Is Putin losing it?

GlobalPost

MOSCOW, Russia — Russian President Vladimir Putin took to the airwaves on Tuesday to set the record straight after days of international condemnation over his country’s alleged military incursion into Ukraine.

For anyone watching, the result may have been just the opposite — which may have been his intention.

Speaking casually in a televised news conference from his residence outside Moscow, he offered assurances that Ukraine was a “brotherly republic” and that war with Russia’s Soviet-era subject would be only a last resort.

He also slammed the West for allegedly fueling Ukraine’s months-long protests, speaking darkly of the “chaos” he claims has swept Kyiv amid the post-revolutionary government’s “anti-constitutional coup.”

In the end, it seems further military action remains on the table.

“We see the flourishing of neo-Nazis, nationalists and anti-Semites that is currently taking place in different parts of Ukraine, including Kyiv,” he said.

Anyone hoping for clarity from the former KGB spy would have been deeply disappointed.

Instead, they were treated to what some observers say was the sight of a leader typically known for his salty charm and arrogant bravado now unraveling at the frays, burdened by the weight of his greatest geopolitical gambit to date.

“He’s in a completely unpleasant situation and he couldn’t hide it,” said Dmitry Oreshkin, a political analyst and former member of the Kremlin’s human rights council. “His aggressive rhetoric was almost that of an underdog.”

Putin’s briefing was undoubtedly aimed against the hailstorm of criticism he’s faced in recent days as mysterious and professionally equipped pro-Russian troops continued to swarm the Crimean peninsula, effectively seizing a swath of Ukrainian territory.

He hit back true to form, berating what he said was the West’s involvement in fanning the flames of protest in Kyiv in order to pull Ukraine deeper into its orbit. He even suggested America had experimented with the protesters like doctors with lab rats.

However, many of his responses were tinged with bizarre, sometimes contradictory claims.

He argued that the thousands of well-trained soldiers crawling across Crimea in Russian military uniforms — which, he noted, one can buy anywhere in the former Soviet Union — were in fact members of local “self-defense forces.”

He refused to recognize the new Kyiv authorities and repeated earlier official Russian statements that Yanukovych remains Ukraine’s only legitimate president.

Later, he admitted Yanukovych’s political career was over and that he may recognize Ukraine’s presidential elections in May — so long as they’re not held amid “terror.”

Stranger still, Putin that claimed the newly appointed governor of eastern Ukraine’s Dnipropetrovsk Region, a well-connected media tycoon, once stole money from “our oligarch,” a reference to billionaire Roman Abramovich.

When asked about the police snipers who fired from rooftops in central Kyiv during violent clashes late last month that left around 100 dead, he suggested they were “provocateurs from one of the opposition parties.”

Putin may have good reason to feel defensive.

As he spoke, US Secretary of State John Kerry arrived in Kyiv to offer guarantees of $1 billion in loans to the fledgling government.

The rest of international community, meanwhile, continued to watch stunned as soldiers who are presumably Russian laid unremarkable siege to a peaceful peninsula where the enemy has been invisible by all accounts.

Analysts in Russia and abroad are adding up the possible political, economic and social costs of a military conflict in Ukraine that was recently unimaginable to many.

Although a war effort against “nationalists” and “neo-Nazis” may provide Putin a short-term boost in ratings, the negative economic consequences — from a weakened ruble to the displeasure of tycoons who may be hit hard by sanctions — would almost certainly be a dangerous load to bear.

Stanislav Belkovsky, a onetime Kremlin advisor, believes Putin’s actions betray a psychological complex.

After he had successfully pulled off a $50 billion Winter Olympics, Belkovsky says, Putin “decided he was capable of anything.”

“In the psychiatric literature, this phenomenon is described as Caesarian madness: when a nothing holds a person back, he begins to lose awareness of what he is doing,” he wrote on Snob.ru.

More from GlobalPost: These are the 8 options Obama has for the conflict in Ukraine

Others have echoed that sentiment.

Andrei Zubov, a prominent historian, published a scathing article last week in the respected Vedemosti newspaper drawing parallels between Russia’s Crimean land-grab and Adolf Hitler’s pre-war annexation of German-speaking lands.

He was fired from his post at a top Moscow university on Tuesday.

“We always make prognoses based on the assumption that the politician, even if selfish and cruel, is intelligent and rational,” he said Tuesday in an interview with Radio Free Europe/Radio Liberty.

“But what we are now witnessing is the behavior of a politician who has clearly lost his mind.”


Task requirements =>
Which lines of the entries contain the word "upper"? Please list them.

##### Supplied records

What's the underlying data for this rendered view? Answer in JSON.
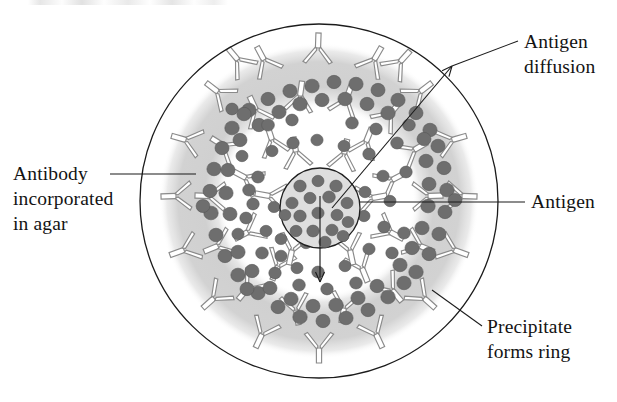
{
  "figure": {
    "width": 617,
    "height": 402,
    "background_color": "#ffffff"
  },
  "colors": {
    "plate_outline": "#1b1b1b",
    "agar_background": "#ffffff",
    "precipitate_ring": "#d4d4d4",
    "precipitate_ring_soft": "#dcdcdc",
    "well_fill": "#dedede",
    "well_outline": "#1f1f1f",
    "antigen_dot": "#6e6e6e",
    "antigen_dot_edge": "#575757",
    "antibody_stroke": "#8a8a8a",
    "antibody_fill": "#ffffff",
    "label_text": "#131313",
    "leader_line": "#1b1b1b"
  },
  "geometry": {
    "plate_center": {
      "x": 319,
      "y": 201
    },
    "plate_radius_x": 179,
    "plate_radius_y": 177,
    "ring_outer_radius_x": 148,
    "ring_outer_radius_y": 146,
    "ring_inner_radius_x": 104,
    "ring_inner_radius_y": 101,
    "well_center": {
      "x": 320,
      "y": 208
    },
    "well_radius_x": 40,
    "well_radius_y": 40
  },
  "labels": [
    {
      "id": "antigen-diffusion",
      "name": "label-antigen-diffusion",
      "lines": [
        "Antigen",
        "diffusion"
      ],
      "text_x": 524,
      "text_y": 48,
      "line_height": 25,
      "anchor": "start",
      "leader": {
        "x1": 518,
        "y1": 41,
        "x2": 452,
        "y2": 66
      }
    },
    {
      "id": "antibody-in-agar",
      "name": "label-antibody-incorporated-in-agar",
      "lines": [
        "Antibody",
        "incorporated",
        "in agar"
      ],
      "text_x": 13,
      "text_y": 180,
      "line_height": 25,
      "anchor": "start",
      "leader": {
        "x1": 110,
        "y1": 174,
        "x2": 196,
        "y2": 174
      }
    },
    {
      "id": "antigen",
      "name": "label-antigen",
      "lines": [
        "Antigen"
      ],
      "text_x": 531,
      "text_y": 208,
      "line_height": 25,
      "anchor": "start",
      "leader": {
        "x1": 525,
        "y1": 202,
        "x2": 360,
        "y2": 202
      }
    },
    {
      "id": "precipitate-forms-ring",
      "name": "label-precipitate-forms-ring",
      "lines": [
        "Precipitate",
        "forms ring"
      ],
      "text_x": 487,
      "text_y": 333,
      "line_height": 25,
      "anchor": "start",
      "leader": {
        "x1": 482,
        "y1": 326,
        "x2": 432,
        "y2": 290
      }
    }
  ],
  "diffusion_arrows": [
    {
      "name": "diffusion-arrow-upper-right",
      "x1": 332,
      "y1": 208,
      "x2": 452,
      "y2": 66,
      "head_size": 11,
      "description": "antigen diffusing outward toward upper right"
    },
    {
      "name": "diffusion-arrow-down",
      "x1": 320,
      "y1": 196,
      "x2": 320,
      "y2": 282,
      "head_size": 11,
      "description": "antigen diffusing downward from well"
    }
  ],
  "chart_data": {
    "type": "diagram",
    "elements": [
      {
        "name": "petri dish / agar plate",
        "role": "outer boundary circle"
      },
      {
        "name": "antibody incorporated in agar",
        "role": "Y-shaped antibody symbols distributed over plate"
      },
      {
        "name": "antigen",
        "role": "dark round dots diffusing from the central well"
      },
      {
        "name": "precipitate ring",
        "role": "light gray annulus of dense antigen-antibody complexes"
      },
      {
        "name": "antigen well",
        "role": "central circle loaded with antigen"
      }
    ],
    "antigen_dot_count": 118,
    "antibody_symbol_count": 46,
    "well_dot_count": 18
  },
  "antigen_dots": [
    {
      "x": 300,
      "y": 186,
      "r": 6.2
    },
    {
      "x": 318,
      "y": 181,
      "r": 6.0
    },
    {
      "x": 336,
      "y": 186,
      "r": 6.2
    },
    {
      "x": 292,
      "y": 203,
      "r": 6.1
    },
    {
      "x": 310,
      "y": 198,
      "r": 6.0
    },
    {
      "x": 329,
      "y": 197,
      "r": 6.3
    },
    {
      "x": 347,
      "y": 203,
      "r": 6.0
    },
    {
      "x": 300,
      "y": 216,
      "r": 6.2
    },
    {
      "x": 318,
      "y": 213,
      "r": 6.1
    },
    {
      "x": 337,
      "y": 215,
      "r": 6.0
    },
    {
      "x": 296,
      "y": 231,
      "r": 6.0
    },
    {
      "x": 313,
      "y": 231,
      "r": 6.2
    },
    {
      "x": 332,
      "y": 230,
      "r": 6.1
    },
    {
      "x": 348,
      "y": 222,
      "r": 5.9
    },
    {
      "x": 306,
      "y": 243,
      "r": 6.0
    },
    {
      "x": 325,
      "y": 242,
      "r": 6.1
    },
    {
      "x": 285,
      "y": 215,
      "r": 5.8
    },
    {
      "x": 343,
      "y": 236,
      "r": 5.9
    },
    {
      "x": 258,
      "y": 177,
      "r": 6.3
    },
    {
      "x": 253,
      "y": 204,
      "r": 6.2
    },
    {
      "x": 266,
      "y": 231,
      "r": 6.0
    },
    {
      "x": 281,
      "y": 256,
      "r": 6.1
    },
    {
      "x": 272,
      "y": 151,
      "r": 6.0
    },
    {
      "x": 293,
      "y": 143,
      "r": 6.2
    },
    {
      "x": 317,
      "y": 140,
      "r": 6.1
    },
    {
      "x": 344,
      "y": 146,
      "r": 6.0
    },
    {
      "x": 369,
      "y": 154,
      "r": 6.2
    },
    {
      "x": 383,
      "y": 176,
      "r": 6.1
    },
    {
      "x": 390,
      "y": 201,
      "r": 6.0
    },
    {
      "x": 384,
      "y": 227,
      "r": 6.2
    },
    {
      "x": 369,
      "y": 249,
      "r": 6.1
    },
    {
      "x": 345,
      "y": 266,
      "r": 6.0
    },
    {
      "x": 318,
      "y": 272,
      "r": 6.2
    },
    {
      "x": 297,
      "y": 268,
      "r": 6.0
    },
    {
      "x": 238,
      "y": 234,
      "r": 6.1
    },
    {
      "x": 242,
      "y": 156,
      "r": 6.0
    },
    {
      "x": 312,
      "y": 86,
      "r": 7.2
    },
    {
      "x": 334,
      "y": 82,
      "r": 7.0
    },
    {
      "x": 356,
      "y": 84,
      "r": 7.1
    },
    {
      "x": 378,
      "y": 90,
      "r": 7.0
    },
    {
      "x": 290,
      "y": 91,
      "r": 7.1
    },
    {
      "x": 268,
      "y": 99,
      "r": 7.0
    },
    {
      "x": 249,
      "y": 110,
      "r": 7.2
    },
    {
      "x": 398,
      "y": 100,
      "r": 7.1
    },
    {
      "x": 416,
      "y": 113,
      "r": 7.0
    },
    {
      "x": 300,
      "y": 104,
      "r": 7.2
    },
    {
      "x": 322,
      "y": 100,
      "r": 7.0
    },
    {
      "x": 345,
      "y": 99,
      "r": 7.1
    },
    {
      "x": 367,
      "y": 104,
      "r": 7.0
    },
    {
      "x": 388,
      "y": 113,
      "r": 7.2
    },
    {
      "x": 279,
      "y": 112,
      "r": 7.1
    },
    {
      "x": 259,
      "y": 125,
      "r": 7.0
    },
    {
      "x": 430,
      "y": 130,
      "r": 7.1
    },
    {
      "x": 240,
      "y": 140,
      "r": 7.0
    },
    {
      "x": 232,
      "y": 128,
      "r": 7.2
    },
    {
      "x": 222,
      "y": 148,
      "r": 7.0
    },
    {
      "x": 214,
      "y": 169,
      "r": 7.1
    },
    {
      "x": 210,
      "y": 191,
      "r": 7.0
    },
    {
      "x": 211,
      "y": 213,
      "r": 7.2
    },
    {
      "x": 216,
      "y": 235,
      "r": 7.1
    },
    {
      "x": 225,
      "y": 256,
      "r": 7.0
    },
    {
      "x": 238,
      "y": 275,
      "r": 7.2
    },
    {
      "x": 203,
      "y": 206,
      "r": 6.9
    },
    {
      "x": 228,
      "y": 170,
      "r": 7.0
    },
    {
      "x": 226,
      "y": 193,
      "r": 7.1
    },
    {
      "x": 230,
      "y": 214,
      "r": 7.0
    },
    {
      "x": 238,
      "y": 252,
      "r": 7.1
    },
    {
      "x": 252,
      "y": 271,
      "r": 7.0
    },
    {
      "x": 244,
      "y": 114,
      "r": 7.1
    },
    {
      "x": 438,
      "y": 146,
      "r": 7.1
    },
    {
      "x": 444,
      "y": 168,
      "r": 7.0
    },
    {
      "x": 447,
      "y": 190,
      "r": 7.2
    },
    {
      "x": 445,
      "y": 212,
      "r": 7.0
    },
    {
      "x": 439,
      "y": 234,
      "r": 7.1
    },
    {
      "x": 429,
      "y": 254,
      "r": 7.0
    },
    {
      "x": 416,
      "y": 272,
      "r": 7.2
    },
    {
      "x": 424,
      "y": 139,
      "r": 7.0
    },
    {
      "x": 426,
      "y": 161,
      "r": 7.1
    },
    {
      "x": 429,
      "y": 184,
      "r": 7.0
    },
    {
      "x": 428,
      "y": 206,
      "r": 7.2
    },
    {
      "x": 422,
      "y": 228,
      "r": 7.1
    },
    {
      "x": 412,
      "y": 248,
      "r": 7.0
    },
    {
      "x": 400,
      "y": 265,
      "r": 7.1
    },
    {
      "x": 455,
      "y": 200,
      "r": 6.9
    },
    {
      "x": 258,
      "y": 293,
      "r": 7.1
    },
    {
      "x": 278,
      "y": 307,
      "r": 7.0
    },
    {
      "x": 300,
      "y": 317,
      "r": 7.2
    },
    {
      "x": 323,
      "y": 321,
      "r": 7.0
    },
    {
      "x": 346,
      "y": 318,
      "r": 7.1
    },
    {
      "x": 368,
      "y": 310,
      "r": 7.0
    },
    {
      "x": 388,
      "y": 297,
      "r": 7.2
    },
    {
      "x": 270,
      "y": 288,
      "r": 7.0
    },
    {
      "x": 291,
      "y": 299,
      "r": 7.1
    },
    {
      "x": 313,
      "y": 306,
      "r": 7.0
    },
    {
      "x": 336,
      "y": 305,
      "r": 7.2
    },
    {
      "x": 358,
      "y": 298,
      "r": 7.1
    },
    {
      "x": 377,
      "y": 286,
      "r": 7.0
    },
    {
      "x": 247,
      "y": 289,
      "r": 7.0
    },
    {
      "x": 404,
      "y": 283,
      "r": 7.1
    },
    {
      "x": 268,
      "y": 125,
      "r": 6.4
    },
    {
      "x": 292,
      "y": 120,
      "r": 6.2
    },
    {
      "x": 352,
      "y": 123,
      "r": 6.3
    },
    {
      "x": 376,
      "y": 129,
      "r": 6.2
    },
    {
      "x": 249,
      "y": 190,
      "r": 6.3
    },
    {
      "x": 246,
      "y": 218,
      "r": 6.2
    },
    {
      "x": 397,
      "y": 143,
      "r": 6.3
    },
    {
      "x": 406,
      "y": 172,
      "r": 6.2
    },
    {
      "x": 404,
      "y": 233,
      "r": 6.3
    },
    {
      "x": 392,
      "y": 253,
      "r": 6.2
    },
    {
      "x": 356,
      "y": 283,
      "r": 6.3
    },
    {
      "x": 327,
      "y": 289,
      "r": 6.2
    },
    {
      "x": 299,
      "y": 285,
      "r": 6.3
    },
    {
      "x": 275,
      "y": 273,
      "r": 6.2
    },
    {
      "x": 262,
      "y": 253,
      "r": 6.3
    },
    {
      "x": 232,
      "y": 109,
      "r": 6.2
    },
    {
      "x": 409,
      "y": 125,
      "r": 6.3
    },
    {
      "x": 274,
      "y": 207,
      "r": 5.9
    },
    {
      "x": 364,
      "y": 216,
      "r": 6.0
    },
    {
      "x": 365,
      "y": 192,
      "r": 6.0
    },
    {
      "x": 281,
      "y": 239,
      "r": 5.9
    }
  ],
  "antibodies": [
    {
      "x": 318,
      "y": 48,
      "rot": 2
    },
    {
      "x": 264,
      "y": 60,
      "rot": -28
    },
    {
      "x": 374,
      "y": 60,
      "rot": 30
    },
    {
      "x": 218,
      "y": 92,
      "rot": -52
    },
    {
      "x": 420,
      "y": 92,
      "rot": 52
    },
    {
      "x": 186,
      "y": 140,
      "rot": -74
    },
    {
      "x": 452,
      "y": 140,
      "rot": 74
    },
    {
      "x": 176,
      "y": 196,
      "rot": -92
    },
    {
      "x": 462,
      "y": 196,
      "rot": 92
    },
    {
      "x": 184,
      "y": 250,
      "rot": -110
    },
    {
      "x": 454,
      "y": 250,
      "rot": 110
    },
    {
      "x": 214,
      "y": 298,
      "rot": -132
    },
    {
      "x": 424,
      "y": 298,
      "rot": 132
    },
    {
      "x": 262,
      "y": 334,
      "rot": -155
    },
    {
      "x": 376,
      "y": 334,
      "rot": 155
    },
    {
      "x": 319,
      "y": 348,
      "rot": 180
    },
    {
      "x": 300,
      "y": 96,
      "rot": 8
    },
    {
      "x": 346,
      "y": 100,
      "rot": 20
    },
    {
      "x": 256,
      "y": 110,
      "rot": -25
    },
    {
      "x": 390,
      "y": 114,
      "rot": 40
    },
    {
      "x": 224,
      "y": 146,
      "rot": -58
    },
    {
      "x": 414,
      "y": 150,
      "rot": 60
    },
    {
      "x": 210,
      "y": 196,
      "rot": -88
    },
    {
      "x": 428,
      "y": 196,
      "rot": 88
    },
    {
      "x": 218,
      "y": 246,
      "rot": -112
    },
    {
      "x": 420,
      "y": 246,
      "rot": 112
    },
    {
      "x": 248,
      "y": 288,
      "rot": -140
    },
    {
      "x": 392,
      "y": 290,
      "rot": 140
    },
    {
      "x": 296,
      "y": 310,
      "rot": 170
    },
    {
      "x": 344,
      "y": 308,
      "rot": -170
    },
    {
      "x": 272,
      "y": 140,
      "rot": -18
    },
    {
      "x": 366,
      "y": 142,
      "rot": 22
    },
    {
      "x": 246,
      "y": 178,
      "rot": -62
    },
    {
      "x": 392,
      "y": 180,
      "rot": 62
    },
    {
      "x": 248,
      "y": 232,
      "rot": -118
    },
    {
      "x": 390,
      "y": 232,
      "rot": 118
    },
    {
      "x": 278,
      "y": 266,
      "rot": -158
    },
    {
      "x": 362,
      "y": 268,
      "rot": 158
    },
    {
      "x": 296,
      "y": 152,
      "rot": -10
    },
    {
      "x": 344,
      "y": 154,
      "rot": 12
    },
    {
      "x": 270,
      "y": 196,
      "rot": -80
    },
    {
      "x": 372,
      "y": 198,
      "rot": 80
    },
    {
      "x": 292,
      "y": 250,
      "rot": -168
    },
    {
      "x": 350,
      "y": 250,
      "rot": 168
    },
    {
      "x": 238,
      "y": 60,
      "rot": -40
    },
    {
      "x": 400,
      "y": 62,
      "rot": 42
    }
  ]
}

##########

Answer for the task =>
      "name": "diffusion-arrow-upper-right",
      "description": "antigen diffusing outward toward upper right"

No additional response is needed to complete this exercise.